Why Bizix Builds This
Public cloud is the right answer for plenty of workloads. It is the wrong answer for a growing list of others — sovereign data, predictable cost, hard latency, regulatory constraint, or simply being the seventh time a vendor has unilaterally moved your bill.
Bizix designs, builds, and operates hyperconverged compute and storage clusters for organisations that need cloud economics with on-prem control. Each cluster is designed by the same engineers who will support it. That is the entire model.
What You Get
- Hyperconverged Architecture: Compute and storage live in the same chassis. No external SAN, no separate fabric, no third-party array vendor in the path.
- Distributed Storage, Custom-Tuned: A distributed object-storage fabric replaces traditional RAID arrays — engineered with custom OSD layout, separated cluster and client networks, and tuning passes that move it well past a default install.
- Bizix Operator UI: A purpose-built management plane for cluster operations — designed for the daily reality of running infrastructure, not the once-a-quarter compliance audit.
- Open-Source Foundations: The hypervisor and storage layers are open-source. No per-socket licence fees, no opinionated vendor migration paths, no nasty renewal letters.
- Phased Deployment: Production-grade clusters are stood up in documented phases — from boot media and BIOS, through cluster formation, into storage tuning, hardening, and the first VM. Every step has a runbook.
- Sovereignty: Hardware in your premises (or our Australian floor), data on disks you own, supported by Australian engineers in Australian time zones.
Architecture At A Glance
| Layer | Detail |
|---|---|
| Form Factor | Multi-node enterprise blade chassis — compact, dense, redundant |
| Compute | Dual-socket nodes with ECC memory, sized to workload |
| Storage | Distributed object storage with separated cluster and client networks; custom OSD & placement tuning |
| Networking | Dual-homed 10Gb interconnect with VLAN segmentation across management, storage cluster, storage client, and tenant traffic |
| Hypervisor | Open-source virtualisation, no per-socket licensing |
| Management Plane | Bizix Operator UI — built in-house, operator-first |
| Resilience | Node loss tolerance, redundant networking, no single point of failure in the storage path |
| Designed In | Australia |
The Bizix Operator UI
Off-the-shelf hypervisor admin tools tend to one of two extremes: opaque enterprise consoles built around licensing checks, or developer-friendly UIs that assume you read source code for fun. Neither suits the ops team responsible for keeping the cluster up at 03:00.
The Bizix Operator UI is the management plane we wanted ourselves. Cluster-wide visibility, a clean operations workflow, role-aware permissions, and the on-call ergonomics of a tool designed by people who’ve been on call.
Custom Storage Tuning
A distributed storage fabric out of the box is functional but rarely optimal. Bizix performs custom tuning passes on every cluster — separating cluster replication traffic from client RBD traffic onto distinct network planes, sizing OSDs to physical drive characteristics, placing write-ahead log and metadata journals on flash where the workload demands it, and adjusting placement-group counts and CRUSH rules for the actual data shape, not the assumed one.
The result is a cluster that performs at production rather than benchmark levels — under load, under recovery, under partial-failure conditions.
Who This Is For
- Organisations leaving public cloud for cost-predictability reasons.
- Australian enterprise and government workloads with sovereignty obligations.
- Research facilities and remote sites where the WAN to a public cloud is unreliable, expensive, or both.
- Operators who’ve been burned by a vendor management plane and want one built by the people supporting it.
How A Bizix Cluster Goes In
Production-grade infrastructure does not appear by magic. Bizix deployments follow a phased runbook:
- Phase 0 — Boot Media: Per-node boot device installation; consumer USB sticks are explicitly ruled out.
- Phase 1 — Hypervisor Bring-Up: Per-node OS installation and base configuration.
- Phase 2 — Networking: VLAN segmentation, dual-homing, link-state validation across all nodes.
- Phase 3 — Cluster Formation: Quorum, replication factor, and storage-cluster bootstrap.
- Phase 4 — Storage Tuning: The custom-tuning pass — this is where Bizix earns its keep.
- Phase 5 — Hardening: Lock-down, telemetry, backups, monitoring integration.
- Phase 6 — First VM: The handover moment.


### PROBLEM DESCRIPTION
Could you return all of the records exactly as they stand?

Data about app and page elements:
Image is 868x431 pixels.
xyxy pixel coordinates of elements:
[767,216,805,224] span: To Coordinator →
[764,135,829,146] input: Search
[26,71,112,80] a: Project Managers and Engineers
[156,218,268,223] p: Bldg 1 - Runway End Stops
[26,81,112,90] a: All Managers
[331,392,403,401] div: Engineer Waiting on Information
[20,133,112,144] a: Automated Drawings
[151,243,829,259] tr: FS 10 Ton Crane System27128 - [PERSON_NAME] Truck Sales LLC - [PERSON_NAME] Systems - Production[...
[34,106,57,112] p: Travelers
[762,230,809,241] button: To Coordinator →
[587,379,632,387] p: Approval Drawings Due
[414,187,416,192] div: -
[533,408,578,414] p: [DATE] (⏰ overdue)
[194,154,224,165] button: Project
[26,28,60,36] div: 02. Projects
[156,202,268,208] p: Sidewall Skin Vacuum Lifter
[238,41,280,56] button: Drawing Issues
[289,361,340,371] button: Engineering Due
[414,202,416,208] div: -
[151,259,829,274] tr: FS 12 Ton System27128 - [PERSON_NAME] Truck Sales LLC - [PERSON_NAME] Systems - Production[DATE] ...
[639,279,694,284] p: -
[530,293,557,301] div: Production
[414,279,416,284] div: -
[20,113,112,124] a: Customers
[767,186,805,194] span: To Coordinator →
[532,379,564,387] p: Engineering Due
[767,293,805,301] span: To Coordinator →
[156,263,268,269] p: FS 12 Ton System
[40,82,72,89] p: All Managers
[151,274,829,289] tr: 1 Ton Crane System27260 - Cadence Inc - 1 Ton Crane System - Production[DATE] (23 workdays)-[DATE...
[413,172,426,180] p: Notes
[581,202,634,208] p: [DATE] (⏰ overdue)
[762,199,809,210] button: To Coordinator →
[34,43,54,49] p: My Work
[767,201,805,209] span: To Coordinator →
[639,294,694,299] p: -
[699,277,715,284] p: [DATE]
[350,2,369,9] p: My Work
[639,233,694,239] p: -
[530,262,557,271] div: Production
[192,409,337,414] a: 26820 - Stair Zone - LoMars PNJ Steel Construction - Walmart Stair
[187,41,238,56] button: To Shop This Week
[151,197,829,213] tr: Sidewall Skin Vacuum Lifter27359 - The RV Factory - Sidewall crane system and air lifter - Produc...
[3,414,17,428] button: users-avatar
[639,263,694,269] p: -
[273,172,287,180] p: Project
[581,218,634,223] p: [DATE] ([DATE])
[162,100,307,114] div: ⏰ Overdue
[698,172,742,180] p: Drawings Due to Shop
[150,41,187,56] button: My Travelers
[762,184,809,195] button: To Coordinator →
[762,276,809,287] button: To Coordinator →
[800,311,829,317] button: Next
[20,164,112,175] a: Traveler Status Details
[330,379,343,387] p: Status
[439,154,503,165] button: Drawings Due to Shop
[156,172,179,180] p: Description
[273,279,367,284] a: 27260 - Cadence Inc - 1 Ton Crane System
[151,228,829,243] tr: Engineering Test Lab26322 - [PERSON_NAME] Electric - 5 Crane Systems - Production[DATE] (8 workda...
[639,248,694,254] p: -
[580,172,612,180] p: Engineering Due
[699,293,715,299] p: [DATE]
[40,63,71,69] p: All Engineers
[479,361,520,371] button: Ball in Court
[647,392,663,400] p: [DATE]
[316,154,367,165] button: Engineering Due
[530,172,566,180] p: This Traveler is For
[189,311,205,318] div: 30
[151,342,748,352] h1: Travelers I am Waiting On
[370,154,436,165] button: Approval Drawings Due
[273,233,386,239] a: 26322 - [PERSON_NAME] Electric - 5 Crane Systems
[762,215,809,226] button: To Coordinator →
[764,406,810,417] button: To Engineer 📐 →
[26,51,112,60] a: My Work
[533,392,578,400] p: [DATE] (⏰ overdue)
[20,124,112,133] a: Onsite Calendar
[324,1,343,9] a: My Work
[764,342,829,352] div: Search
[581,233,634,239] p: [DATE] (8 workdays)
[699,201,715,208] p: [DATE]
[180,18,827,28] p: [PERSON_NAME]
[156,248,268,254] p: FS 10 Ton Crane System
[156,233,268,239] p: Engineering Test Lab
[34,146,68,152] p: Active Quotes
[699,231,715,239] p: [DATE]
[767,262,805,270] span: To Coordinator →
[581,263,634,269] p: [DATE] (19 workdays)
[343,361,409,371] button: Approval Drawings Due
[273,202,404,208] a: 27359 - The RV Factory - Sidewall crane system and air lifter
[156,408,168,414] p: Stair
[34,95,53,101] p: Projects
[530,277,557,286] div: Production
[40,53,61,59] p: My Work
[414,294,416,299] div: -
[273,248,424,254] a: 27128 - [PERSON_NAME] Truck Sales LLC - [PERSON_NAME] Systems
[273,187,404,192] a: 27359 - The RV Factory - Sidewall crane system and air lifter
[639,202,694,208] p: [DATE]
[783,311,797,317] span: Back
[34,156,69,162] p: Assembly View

### SOLUTION FOR THIS EXERCISE
Image is 868x431 pixels.
xyxy pixel coordinates of elements:
[767,216,805,224] span: To Coordinator →
[764,135,829,146] input: Search
[26,71,112,80] a: Project Managers and Engineers
[156,218,268,223] p: Bldg 1 - Runway End Stops
[26,81,112,90] a: All Managers
[331,392,403,401] div: Engineer Waiting on Information
[20,133,112,144] a: Automated Drawings
[151,243,829,259] tr: FS 10 Ton Crane System27128 - [PERSON_NAME] Truck Sales LLC - [PERSON_NAME] Systems - Production[...
[34,106,57,112] p: Travelers
[762,230,809,241] button: To Coordinator →
[587,379,632,387] p: Approval Drawings Due
[414,187,416,192] div: -
[533,408,578,414] p: [DATE] (⏰ overdue)
[194,154,224,165] button: Project
[26,28,60,36] div: 02. Projects
[156,202,268,208] p: Sidewall Skin Vacuum Lifter
[238,41,280,56] button: Drawing Issues
[289,361,340,371] button: Engineering Due
[414,202,416,208] div: -
[151,259,829,274] tr: FS 12 Ton System27128 - [PERSON_NAME] Truck Sales LLC - [PERSON_NAME] Systems - Production[DATE] ...
[639,279,694,284] p: -
[530,293,557,301] div: Production
[414,279,416,284] div: -
[20,113,112,124] a: Customers
[767,186,805,194] span: To Coordinator →
[532,379,564,387] p: Engineering Due
[767,293,805,301] span: To Coordinator →
[156,263,268,269] p: FS 12 Ton System
[40,82,72,89] p: All Managers
[151,274,829,289] tr: 1 Ton Crane System27260 - Cadence Inc - 1 Ton Crane System - Production[DATE] (23 workdays)-[DATE...
[413,172,426,180] p: Notes
[581,202,634,208] p: [DATE] (⏰ overdue)
[762,199,809,210] button: To Coordinator →
[34,43,54,49] p: My Work
[767,201,805,209] span: To Coordinator →
[639,294,694,299] p: -
[699,277,715,284] p: [DATE]
[350,2,369,9] p: My Work
[639,233,694,239] p: -
[530,262,557,271] div: Production
[192,409,337,414] a: 26820 - Stair Zone - LoMars PNJ Steel Construction - Walmart Stair
[187,41,238,56] button: To Shop This Week
[151,197,829,213] tr: Sidewall Skin Vacuum Lifter27359 - The RV Factory - Sidewall crane system and air lifter - Produc...
[3,414,17,428] button: users-avatar
[639,263,694,269] p: -
[273,172,287,180] p: Project
[581,218,634,223] p: [DATE] ([DATE])
[162,100,307,114] div: ⏰ Overdue
[698,172,742,180] p: Drawings Due to Shop
[150,41,187,56] button: My Travelers
[762,184,809,195] button: To Coordinator →
[762,276,809,287] button: To Coordinator →
[800,311,829,317] button: Next
[20,164,112,175] a: Traveler Status Details
[330,379,343,387] p: Status
[439,154,503,165] button: Drawings Due to Shop
[156,172,179,180] p: Description
[273,279,367,284] a: 27260 - Cadence Inc - 1 Ton Crane System
[151,228,829,243] tr: Engineering Test Lab26322 - [PERSON_NAME] Electric - 5 Crane Systems - Production[DATE] (8 workda...
[639,248,694,254] p: -
[580,172,612,180] p: Engineering Due
[699,293,715,299] p: [DATE]
[40,63,71,69] p: All Engineers
[479,361,520,371] button: Ball in Court
[647,392,663,400] p: [DATE]
[316,154,367,165] button: Engineering Due
[530,172,566,180] p: This Traveler is For
[189,311,205,318] div: 30
[151,342,748,352] h1: Travelers I am Waiting On
[370,154,436,165] button: Approval Drawings Due
[273,233,386,239] a: 26322 - [PERSON_NAME] Electric - 5 Crane Systems
[762,215,809,226] button: To Coordinator →
[764,406,810,417] button: To Engineer 📐 →
[26,51,112,60] a: My Work
[533,392,578,400] p: [DATE] (⏰ overdue)
[20,124,112,133] a: Onsite Calendar
[324,1,343,9] a: My Work
[764,342,829,352] div: Search
[581,233,634,239] p: [DATE] (8 workdays)
[699,201,715,208] p: [DATE]
[180,18,827,28] p: [PERSON_NAME]
[156,248,268,254] p: FS 10 Ton Crane System
[156,233,268,239] p: Engineering Test Lab
[34,146,68,152] p: Active Quotes
[699,231,715,239] p: [DATE]
[767,262,805,270] span: To Coordinator →
[581,263,634,269] p: [DATE] (19 workdays)
[343,361,409,371] button: Approval Drawings Due
[273,202,404,208] a: 27359 - The RV Factory - Sidewall crane system and air lifter
[156,408,168,414] p: Stair
[34,95,53,101] p: Projects
[530,277,557,286] div: Production
[40,53,61,59] p: My Work
[414,294,416,299] div: -
[273,248,424,254] a: 27128 - [PERSON_NAME] Truck Sales LLC - [PERSON_NAME] Systems
[273,187,404,192] a: 27359 - The RV Factory - Sidewall crane system and air lifter
[639,202,694,208] p: [DATE]
[783,311,797,317] span: Back
[34,156,69,162] p: Assembly View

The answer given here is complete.